Will Rawls '00: Bodily Movement After the Pandemic--[Siccer] Evening Workshop

SICCER EVENING WORKSHOP

  • Wednesday, 02-22-2-23: 6:45pm-8pm

  • ’62 Center: Dance Studio

  • Email for additional info: Alejandro Flores <[email protected]>

In [siccer] Will Rawls experiments with stop-motion, a filmmaking technique in which still photographs are strung together to produce a moving image. Through a dance performance and accompanying video installation, Will Rawls experiments with stop-motion filmmaking to invite us to consider the ways in which Black bodies are relentlessly documented, distorted, and circulated in the media. Throughout [siccer]’s live performance, five dancers are suspended in an uncanny reenactment of an iconic American film. When the camera’s shutter closes momentarily between photographs, a gap in surveillance occurs that allows Rawls and collaborators to play within this interval through physical and vocal improvisations.

The project’s title is driven by the usage of “[sic],” a Latin adverb that indicates incorrect spelling within a quotation. [sic] is often employed to contrast Black vernacular with standard English. Upturning this perceived conflict, [siccer] illuminates the verbal, physical play that marks how Black performance actively eludes capture and speculates on the potential for collective strategies of narrating the world, uncorrected.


(What the exercise asks): All records must be restated word for word.

(Stored records):
Segment Open
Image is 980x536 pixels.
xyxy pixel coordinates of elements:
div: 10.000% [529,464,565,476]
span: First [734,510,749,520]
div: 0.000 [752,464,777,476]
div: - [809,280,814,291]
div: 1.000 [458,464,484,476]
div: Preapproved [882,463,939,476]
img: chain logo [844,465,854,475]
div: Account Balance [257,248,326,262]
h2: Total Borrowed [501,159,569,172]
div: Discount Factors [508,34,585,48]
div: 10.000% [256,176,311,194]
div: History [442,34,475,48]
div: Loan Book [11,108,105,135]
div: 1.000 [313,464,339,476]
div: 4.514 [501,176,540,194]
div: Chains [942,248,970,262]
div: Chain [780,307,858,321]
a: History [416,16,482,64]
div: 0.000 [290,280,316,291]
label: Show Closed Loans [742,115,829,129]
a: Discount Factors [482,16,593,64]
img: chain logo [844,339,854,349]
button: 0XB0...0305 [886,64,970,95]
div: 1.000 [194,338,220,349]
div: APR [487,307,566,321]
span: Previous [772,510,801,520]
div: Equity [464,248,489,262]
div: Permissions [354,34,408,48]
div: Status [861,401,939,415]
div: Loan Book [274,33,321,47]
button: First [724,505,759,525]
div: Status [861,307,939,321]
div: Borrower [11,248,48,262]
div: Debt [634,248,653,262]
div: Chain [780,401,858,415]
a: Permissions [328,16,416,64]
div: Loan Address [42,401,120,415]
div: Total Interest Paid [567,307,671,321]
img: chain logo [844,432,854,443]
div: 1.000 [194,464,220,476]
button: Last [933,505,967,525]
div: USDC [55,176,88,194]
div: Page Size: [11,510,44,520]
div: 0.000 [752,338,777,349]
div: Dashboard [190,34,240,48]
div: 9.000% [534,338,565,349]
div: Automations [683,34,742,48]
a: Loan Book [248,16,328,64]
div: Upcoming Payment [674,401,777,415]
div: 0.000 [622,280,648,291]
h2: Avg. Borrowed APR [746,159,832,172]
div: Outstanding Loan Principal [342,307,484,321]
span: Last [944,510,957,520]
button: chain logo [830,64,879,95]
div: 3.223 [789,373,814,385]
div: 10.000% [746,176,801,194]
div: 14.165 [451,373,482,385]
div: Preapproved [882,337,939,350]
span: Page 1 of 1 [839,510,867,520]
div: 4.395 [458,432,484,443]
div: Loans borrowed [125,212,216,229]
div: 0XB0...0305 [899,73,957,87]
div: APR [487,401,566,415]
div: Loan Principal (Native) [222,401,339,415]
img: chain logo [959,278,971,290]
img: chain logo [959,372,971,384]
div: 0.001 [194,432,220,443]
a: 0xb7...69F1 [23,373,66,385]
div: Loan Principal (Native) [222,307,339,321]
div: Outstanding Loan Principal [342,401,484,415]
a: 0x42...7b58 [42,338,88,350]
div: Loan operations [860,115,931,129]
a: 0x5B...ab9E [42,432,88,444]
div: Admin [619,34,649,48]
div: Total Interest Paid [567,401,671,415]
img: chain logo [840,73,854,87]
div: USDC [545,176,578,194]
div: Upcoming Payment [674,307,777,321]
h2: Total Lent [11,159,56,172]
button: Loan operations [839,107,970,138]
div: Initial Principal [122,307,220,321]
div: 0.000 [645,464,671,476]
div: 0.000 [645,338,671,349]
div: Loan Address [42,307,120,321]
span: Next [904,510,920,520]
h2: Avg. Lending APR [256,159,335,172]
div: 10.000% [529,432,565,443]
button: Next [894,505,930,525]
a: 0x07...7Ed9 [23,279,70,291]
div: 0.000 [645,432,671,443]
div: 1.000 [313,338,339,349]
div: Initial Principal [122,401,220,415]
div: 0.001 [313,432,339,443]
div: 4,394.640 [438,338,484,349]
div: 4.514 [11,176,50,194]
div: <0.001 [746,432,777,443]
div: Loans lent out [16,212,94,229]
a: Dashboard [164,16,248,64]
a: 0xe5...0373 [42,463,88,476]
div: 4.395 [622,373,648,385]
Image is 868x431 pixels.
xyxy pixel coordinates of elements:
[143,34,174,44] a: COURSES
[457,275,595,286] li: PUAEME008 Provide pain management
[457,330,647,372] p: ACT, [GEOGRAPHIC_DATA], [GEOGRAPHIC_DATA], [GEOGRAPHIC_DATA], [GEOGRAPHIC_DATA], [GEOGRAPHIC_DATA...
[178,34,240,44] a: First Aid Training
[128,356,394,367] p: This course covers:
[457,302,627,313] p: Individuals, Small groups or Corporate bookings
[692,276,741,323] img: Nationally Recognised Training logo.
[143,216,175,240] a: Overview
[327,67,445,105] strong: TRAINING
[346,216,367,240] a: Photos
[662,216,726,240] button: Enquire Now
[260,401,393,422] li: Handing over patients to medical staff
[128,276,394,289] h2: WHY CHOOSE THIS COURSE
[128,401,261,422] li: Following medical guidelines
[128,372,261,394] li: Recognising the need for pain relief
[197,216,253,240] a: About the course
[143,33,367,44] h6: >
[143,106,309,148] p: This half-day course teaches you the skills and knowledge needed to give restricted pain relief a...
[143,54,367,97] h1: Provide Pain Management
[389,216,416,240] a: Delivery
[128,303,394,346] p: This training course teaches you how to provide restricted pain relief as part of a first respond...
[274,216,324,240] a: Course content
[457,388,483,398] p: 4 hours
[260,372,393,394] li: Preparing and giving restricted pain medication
Segment Closed
(Response):
Image is 980x536 pixels.
xyxy pixel coordinates of elements:
div: 10.000% [529,464,565,476]
span: First [734,510,749,520]
div: 0.000 [752,464,777,476]
div: - [809,280,814,291]
div: 1.000 [458,464,484,476]
div: Preapproved [882,463,939,476]
img: chain logo [844,465,854,475]
div: Account Balance [257,248,326,262]
h2: Total Borrowed [501,159,569,172]
div: Discount Factors [508,34,585,48]
div: 10.000% [256,176,311,194]
div: History [442,34,475,48]
div: Loan Book [11,108,105,135]
div: 1.000 [313,464,339,476]
div: 4.514 [501,176,540,194]
div: Chains [942,248,970,262]
div: Chain [780,307,858,321]
a: History [416,16,482,64]
div: 0.000 [290,280,316,291]
label: Show Closed Loans [742,115,829,129]
a: Discount Factors [482,16,593,64]
img: chain logo [844,339,854,349]
button: 0XB0...0305 [886,64,970,95]
div: 1.000 [194,338,220,349]
div: APR [487,307,566,321]
span: Previous [772,510,801,520]
div: Equity [464,248,489,262]
div: Permissions [354,34,408,48]
div: Status [861,401,939,415]
div: Loan Book [274,33,321,47]
button: First [724,505,759,525]
div: Status [861,307,939,321]
div: Borrower [11,248,48,262]
div: Debt [634,248,653,262]
div: Chain [780,401,858,415]
a: Permissions [328,16,416,64]
div: Loan Address [42,401,120,415]
div: Total Interest Paid [567,307,671,321]
img: chain logo [844,432,854,443]
div: 1.000 [194,464,220,476]
button: Last [933,505,967,525]
div: USDC [55,176,88,194]
div: Page Size: [11,510,44,520]
div: 0.000 [752,338,777,349]
div: Dashboard [190,34,240,48]
div: 9.000% [534,338,565,349]
div: Automations [683,34,742,48]
a: Loan Book [248,16,328,64]
div: Upcoming Payment [674,401,777,415]
div: 0.000 [622,280,648,291]
h2: Avg. Borrowed APR [746,159,832,172]
div: Outstanding Loan Principal [342,307,484,321]
span: Last [944,510,957,520]
button: chain logo [830,64,879,95]
div: 3.223 [789,373,814,385]
div: 10.000% [746,176,801,194]
div: 14.165 [451,373,482,385]
div: Preapproved [882,337,939,350]
span: Page 1 of 1 [839,510,867,520]
div: 4.395 [458,432,484,443]
div: Loans borrowed [125,212,216,229]
div: 0XB0...0305 [899,73,957,87]
div: APR [487,401,566,415]
div: Loan Principal (Native) [222,401,339,415]
img: chain logo [959,278,971,290]
img: chain logo [959,372,971,384]
div: 0.001 [194,432,220,443]
a: 0xb7...69F1 [23,373,66,385]
div: Loan Principal (Native) [222,307,339,321]
div: Outstanding Loan Principal [342,401,484,415]
a: 0x42...7b58 [42,338,88,350]
div: Loan operations [860,115,931,129]
a: 0x5B...ab9E [42,432,88,444]
div: Admin [619,34,649,48]
div: Total Interest Paid [567,401,671,415]
img: chain logo [840,73,854,87]
div: USDC [545,176,578,194]
div: Upcoming Payment [674,307,777,321]
h2: Total Lent [11,159,56,172]
button: Loan operations [839,107,970,138]
div: Initial Principal [122,307,220,321]
div: 0.000 [645,464,671,476]
div: 0.000 [645,338,671,349]
div: Loan Address [42,307,120,321]
span: Next [904,510,920,520]
h2: Avg. Lending APR [256,159,335,172]
div: 10.000% [529,432,565,443]
button: Next [894,505,930,525]
a: 0x07...7Ed9 [23,279,70,291]
div: 0.000 [645,432,671,443]
div: 1.000 [313,338,339,349]
div: Initial Principal [122,401,220,415]
div: 0.001 [313,432,339,443]
div: 4,394.640 [438,338,484,349]
div: 4.514 [11,176,50,194]
div: <0.001 [746,432,777,443]
div: Loans lent out [16,212,94,229]
a: Dashboard [164,16,248,64]
a: 0xe5...0373 [42,463,88,476]
div: 4.395 [622,373,648,385]
Image is 868x431 pixels.
xyxy pixel coordinates of elements:
[143,34,174,44] a: COURSES
[457,275,595,286] li: PUAEME008 Provide pain management
[457,330,647,372] p: ACT, [GEOGRAPHIC_DATA], [GEOGRAPHIC_DATA], [GEOGRAPHIC_DATA], [GEOGRAPHIC_DATA], [GEOGRAPHIC_DATA...
[178,34,240,44] a: First Aid Training
[128,356,394,367] p: This course covers:
[457,302,627,313] p: Individuals, Small groups or Corporate bookings
[692,276,741,323] img: Nationally Recognised Training logo.
[143,216,175,240] a: Overview
[327,67,445,105] strong: TRAINING
[346,216,367,240] a: Photos
[662,216,726,240] button: Enquire Now
[260,401,393,422] li: Handing over patients to medical staff
[128,276,394,289] h2: WHY CHOOSE THIS COURSE
[128,401,261,422] li: Following medical guidelines
[128,372,261,394] li: Recognising the need for pain relief
[197,216,253,240] a: About the course
[143,33,367,44] h6: >
[143,106,309,148] p: This half-day course teaches you the skills and knowledge needed to give restricted pain relief a...
[143,54,367,97] h1: Provide Pain Management
[389,216,416,240] a: Delivery
[128,303,394,346] p: This training course teaches you how to provide restricted pain relief as part of a first respond...
[274,216,324,240] a: Course content
[457,388,483,398] p: 4 hours
[260,372,393,394] li: Preparing and giving restricted pain medication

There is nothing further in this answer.